Karins was responding to warnings from the health sector that a critical level of 1,500 hospitalized Covid patients may be reached as early as this week. Despite some restrictions already being implemented earlier this month, confidence in the government isn’t high. A recent cover of Latvia’s Ir magazine featured a mock-up of Karins standing next to the Grim Reaper.

The situation is perhaps most acute in Romania, where officials have of late likened conditions to the scenes in Italy when the virus first arrived last year. What’s more, the Black Sea nation is mired in political crisis that complicates efforts to find and implement solutions.

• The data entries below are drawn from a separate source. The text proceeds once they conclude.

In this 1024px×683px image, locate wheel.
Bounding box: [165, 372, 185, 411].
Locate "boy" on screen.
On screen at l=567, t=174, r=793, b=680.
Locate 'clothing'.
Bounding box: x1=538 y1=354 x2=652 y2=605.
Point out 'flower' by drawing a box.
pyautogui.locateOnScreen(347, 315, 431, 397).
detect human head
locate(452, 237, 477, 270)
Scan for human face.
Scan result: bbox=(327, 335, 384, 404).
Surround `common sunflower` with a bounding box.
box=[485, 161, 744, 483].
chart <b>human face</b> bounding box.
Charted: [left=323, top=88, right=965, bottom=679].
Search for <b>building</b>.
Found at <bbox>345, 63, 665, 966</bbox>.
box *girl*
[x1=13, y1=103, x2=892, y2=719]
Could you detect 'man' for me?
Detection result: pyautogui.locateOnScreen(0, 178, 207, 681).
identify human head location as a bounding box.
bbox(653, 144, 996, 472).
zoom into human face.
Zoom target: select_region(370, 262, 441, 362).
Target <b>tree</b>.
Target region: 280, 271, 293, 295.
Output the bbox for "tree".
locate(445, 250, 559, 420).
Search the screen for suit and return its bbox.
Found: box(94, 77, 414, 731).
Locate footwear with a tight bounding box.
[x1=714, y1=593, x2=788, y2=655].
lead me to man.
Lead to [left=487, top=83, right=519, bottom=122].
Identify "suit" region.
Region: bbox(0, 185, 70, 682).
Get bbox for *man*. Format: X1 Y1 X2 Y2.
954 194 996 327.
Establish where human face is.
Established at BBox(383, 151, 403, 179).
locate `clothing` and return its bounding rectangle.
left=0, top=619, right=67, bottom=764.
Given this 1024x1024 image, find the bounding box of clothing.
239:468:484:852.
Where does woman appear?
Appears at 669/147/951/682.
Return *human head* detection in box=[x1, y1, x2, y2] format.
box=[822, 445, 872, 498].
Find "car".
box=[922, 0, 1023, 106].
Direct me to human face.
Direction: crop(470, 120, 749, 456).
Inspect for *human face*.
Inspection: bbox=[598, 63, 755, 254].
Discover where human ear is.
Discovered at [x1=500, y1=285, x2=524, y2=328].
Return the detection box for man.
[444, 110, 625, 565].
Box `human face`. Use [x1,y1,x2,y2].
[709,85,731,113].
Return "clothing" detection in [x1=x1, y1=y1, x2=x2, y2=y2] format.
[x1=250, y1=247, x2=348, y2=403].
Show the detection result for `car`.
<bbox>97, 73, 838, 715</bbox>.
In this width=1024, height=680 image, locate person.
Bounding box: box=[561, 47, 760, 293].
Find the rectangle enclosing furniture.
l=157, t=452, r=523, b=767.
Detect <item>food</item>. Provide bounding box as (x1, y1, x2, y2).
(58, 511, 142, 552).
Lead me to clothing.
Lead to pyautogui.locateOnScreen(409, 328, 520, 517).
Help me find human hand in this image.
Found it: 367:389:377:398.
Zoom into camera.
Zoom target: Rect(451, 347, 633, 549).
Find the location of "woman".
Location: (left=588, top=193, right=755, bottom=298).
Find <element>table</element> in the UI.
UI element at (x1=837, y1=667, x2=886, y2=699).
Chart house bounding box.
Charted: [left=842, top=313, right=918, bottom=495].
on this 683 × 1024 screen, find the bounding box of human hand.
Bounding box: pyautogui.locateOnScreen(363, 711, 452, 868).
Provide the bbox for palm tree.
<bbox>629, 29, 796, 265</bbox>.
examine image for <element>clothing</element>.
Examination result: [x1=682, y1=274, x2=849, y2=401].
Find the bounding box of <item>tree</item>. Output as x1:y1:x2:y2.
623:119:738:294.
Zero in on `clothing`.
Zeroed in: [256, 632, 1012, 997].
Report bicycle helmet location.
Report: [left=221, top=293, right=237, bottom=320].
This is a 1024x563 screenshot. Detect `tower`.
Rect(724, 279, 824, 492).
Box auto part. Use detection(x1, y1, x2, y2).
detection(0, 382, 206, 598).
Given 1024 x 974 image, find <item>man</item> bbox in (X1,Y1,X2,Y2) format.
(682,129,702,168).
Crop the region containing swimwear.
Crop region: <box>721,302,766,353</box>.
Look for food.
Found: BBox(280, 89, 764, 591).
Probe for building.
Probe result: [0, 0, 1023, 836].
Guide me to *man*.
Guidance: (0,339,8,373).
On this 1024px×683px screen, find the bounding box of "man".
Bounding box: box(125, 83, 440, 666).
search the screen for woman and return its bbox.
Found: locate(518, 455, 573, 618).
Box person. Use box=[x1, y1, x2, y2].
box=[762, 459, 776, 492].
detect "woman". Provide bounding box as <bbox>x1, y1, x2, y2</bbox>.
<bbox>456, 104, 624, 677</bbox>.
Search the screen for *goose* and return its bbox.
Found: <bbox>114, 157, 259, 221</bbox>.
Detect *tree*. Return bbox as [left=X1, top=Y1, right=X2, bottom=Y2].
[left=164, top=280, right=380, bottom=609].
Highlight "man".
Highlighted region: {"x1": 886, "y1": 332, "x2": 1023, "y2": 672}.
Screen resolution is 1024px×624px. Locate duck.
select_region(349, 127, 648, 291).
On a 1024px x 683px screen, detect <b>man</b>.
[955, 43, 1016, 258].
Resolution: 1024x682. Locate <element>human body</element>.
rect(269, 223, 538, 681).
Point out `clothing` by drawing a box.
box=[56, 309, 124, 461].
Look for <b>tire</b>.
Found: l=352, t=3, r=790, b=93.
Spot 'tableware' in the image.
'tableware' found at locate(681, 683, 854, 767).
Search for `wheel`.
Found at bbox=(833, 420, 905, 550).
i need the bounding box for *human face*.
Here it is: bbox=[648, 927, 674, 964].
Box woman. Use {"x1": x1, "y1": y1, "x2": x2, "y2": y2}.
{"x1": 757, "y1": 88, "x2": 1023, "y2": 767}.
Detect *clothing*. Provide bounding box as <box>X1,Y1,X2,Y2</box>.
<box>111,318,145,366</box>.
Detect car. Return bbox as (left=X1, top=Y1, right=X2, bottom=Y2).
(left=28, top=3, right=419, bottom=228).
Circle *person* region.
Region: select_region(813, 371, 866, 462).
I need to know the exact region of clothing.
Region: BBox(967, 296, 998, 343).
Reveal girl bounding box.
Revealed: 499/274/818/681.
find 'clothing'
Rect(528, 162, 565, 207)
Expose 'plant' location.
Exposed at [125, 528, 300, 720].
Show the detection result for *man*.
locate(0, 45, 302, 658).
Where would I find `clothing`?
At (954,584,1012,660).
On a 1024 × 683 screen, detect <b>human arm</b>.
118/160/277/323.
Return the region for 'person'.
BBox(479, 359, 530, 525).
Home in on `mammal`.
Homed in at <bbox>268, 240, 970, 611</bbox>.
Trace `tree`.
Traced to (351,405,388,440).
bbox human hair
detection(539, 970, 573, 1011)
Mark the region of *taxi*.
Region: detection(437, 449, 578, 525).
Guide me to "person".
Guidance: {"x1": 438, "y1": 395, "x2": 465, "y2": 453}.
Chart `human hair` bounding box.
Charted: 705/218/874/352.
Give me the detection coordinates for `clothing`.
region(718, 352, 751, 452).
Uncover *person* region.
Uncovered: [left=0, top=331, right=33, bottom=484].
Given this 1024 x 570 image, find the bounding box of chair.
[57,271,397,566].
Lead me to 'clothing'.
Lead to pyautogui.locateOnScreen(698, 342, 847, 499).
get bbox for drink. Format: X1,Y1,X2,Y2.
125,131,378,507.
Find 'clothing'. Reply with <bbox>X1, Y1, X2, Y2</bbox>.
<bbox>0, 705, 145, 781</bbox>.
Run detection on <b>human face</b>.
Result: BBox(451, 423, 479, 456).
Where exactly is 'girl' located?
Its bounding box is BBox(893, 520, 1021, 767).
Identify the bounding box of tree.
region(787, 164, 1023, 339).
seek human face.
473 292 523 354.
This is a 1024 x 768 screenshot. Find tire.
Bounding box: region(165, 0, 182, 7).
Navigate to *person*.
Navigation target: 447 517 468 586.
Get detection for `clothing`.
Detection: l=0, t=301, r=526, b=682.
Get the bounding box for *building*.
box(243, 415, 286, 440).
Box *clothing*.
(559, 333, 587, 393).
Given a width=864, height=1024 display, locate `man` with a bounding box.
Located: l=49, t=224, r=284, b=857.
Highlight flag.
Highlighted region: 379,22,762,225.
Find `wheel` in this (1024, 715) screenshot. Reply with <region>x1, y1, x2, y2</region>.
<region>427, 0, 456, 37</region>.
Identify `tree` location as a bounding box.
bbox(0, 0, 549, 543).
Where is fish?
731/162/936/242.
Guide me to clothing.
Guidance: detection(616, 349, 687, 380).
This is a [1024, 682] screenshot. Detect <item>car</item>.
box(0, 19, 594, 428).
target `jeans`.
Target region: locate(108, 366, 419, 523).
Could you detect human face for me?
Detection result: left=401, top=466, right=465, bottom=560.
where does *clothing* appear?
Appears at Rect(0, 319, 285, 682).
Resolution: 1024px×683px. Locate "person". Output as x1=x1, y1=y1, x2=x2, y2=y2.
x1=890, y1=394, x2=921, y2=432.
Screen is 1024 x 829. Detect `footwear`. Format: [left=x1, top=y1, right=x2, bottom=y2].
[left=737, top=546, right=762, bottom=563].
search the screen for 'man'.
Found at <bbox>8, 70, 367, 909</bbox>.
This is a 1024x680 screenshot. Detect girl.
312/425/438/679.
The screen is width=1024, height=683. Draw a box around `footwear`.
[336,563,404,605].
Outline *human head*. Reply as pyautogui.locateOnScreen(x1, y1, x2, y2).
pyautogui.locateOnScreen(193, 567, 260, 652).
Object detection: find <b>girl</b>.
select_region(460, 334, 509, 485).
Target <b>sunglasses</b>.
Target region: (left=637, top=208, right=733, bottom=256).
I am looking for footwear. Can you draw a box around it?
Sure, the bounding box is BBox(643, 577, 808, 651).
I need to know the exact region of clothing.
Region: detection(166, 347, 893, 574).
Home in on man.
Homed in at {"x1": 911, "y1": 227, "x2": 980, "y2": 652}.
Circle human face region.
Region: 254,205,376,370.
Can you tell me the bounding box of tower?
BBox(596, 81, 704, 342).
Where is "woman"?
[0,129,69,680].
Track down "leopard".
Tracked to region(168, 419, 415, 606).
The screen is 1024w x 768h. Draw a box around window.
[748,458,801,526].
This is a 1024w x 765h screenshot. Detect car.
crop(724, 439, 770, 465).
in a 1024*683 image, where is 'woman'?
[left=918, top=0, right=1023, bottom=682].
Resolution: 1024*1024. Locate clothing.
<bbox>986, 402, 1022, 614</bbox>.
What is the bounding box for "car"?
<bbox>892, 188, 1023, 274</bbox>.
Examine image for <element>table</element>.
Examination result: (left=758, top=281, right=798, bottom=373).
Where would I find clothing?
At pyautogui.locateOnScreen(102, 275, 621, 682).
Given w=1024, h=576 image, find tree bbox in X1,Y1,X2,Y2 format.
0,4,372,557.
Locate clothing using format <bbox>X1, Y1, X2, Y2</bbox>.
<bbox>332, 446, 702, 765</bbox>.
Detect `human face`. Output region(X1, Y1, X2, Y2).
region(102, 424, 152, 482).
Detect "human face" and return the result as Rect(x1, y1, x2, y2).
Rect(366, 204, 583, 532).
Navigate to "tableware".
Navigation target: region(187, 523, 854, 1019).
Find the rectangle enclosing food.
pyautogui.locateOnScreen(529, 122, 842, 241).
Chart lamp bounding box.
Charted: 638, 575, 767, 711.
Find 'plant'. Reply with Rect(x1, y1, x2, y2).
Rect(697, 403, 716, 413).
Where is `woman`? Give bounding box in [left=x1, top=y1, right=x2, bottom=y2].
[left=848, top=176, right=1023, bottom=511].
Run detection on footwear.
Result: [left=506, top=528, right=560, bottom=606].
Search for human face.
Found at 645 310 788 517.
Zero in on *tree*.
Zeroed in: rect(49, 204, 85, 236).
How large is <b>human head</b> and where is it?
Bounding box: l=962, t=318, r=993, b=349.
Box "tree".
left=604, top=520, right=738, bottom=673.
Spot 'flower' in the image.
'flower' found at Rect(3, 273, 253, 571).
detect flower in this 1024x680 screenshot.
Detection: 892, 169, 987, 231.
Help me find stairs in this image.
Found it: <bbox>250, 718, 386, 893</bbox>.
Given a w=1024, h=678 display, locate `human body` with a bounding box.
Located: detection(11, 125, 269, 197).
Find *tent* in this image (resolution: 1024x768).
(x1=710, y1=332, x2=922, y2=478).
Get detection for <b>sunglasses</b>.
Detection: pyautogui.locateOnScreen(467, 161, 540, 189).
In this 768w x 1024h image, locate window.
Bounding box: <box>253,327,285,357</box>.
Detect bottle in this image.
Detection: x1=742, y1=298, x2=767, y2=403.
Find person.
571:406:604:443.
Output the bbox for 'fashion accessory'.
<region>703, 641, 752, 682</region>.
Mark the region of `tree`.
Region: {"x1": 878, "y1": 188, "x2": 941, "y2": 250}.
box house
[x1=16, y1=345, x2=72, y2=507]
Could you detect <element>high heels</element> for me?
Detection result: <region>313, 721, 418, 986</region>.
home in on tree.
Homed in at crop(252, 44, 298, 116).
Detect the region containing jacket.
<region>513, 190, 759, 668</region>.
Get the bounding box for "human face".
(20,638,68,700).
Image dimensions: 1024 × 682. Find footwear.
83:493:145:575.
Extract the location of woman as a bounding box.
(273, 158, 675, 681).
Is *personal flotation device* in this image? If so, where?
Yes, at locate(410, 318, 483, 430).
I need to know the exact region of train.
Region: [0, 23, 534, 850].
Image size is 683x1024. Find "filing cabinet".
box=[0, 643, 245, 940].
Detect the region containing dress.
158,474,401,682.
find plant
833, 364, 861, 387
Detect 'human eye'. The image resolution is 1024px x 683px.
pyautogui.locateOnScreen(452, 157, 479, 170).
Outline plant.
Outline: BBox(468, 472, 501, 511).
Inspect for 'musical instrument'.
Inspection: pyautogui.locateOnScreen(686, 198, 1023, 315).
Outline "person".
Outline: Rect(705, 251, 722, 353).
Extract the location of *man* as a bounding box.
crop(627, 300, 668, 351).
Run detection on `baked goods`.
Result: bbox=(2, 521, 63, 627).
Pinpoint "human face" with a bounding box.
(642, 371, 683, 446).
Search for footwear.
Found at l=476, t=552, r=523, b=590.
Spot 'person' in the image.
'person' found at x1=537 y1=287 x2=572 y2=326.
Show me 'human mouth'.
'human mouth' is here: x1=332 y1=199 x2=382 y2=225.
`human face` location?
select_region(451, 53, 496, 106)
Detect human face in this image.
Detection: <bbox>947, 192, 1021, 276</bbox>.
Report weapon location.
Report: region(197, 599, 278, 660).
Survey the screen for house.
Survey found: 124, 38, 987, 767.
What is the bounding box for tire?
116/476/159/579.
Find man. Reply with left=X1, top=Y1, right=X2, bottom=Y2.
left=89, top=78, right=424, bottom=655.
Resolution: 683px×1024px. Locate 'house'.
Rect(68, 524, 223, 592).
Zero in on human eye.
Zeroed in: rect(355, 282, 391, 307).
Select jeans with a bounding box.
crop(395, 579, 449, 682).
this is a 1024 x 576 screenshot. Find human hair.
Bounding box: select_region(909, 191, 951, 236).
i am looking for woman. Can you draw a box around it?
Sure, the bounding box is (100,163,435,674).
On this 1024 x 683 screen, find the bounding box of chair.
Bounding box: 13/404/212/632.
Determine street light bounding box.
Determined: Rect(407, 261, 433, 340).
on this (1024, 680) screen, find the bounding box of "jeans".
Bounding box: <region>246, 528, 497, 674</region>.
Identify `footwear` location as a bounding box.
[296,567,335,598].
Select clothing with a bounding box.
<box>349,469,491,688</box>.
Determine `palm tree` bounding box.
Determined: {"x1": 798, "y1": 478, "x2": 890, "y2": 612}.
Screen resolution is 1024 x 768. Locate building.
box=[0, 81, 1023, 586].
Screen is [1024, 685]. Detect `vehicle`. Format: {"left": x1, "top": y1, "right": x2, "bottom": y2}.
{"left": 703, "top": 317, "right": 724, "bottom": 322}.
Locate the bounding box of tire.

Things aren’t much better across the border in Bulgaria -- the EU’s least-vaccinated state with just a fifth of the population jabbed. The government there is limiting who can visit restaurants, shops and galleries. Some schools will also close. 

In Poland, authorities are monitoring rising a rising caseload and may decide by the end of the week on “drastic” steps, should the situation continue to worsen.

Russian President Vladimir Putin ordered the most sweeping restrictions since May as new infections and deaths reached record levels.